Utah and Colorado.  Jurassic Monsters of the Green River

More than 147 million years ago, dinosaurs were drawn to a river within what is now northeastern Utah.  There were plant eaters such as the 21-meter-long Apatosaurus louisae which walked on four legs and had a long neck and tail.  Also present were Stegosaurus ungulatus which could be distinguished by large plates on their backs and spiked tails.  Meat eaters included Allosaurus fragilis which walked upright on powerful hind legs and hunted other dinosaurs.  The region’s climate was more humid at that time and supported an ecosystem with tall evergreen trees and shortleaf plants such as ferns.  Smaller animals were also present including salamanders, frogs, turtles, crocodiles and a few species of mammals. 

As dinosaurs and other animals died, their remains were sometimes covered by sediments before they had a chance to decay.  Some dinosaur skeletons were buried mostly intact while others were disarticulated by predators.  As bones absorbed water, bacteria produced calcium carbonate, forming a protective shell.  Later, weight and pressure from successive layers of sediments located above slowly transformed lower layers into sedimentary rock.  About 65 million years ago, forces in the Earth’s crust pushed upward, causing a buckle within the former riverbed.  Layers of strata at the quarry site bent upward within an anticline, exposing rock layers.  The region surrounding the quarry site has been occupied by people for more than 10,000 years.  Fremont Indians left petroglyphs and pictographs on rock walls.  When the Spanish arrived, the region was populated by groups of Ute, Fremont, and Shoshone and by the late 19th century, the area around the present-day quarry experienced an influx of homesteaders.
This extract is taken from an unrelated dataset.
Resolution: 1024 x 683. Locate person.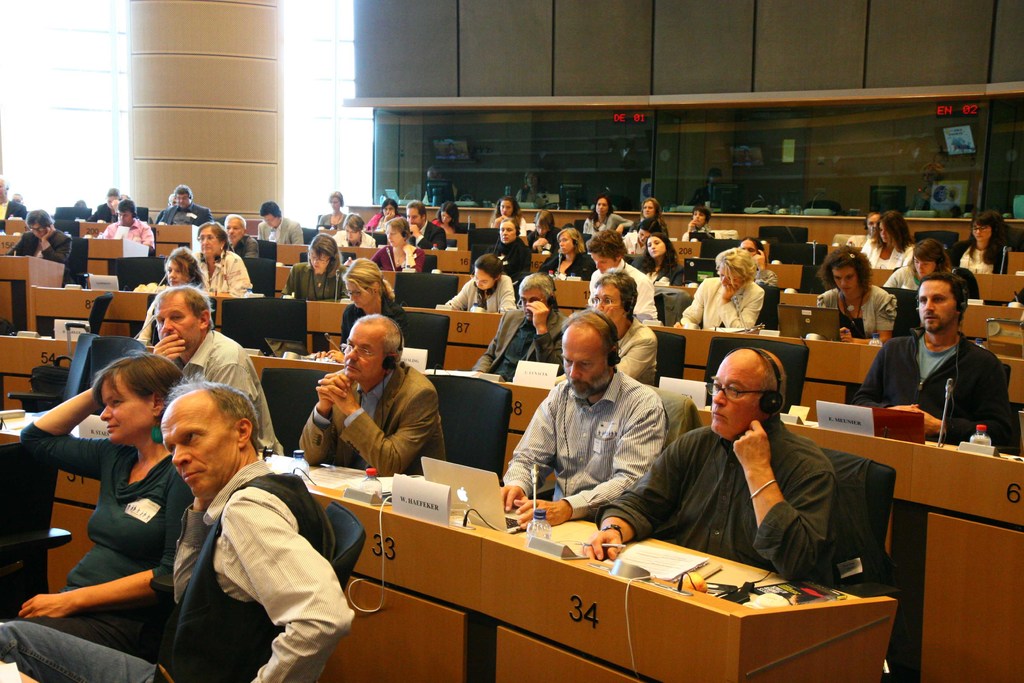
2/210/67/265.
In 1909, the Carnegie Museum of Natural History in Pittsburgh, Pennsylvania sent a paleontologist named Earl Douglass to search for dinosaur bones on the southwestern flank of the Unita Mountains.  Soon after arriving, Douglass uncovered eight bones in eastern Utah near the town of Jasper.  The bones he found were located within a layer of Jurassic rock that was once a river sandbar.  Subsequently, the rock layer became known as the Morrison formation in recognition of dinosaur bones uncovered in the small town of Morrison, Colorado in 1877. 

Recognizing the site’s international significance, U.S. President Woodrow Wilson signed an executive order establishing the 32-hectare Dinosaur National Monument in 1915.  Although the monument is located within western Colorado and eastern Utah, all locations where bones have been discovered are on the Utah side.  A Works Progress Administration project expanded the quarry’s rock face in the 1930s.  As additional bones were removed from the low hill, Douglass recommended the creation of a publicly accessible site where, “…people can see the place where ancient monsters have been entombed for ages.” In 1952, a small shed was constructed at the quarry site to protect the wall of bones.  The following year Dr. Theodore “Doc” White was hired as Dinosaur National Monument’s first paleontologist. 

I visited Dinosaur National Monument in the late 1990s while leading a university field course.  Traveling eastbound on U.S. Highway 40, we arrived at the visitor center in several university vans.  In the distance to the north, we could see the southeast flank of the Unita Mountains.  Almost 90 percent of the monument’s 853 square kilometers is managed as wilderness.  Outside of the visitor center we passed a full-sized replica of a stegosaurus.

A free shuttle bus from the visitor center provides transportation to the Quarry Exhibit Hall.  The wall of bones is 30 meters long and contains a wide range of dinosaur species and bone ages.  Everywhere bones protruded from the sandstone wall.  The most abundant dinosaur bones found on the wall were from sauropods (long-necked plant eaters).  I had to remind myself that what I was seeing was real, and except for being carefully excavated by paleontologists, the bones have remained undisturbed for more than 145 million years.  Work to remove new bones ended in the 1990s and there are no plans to carry out additional excavations at the quarry site.  However, in January 2026 bones belonging to a long-neck diplodocus were discovered when workers were building a parking lot near the quarry.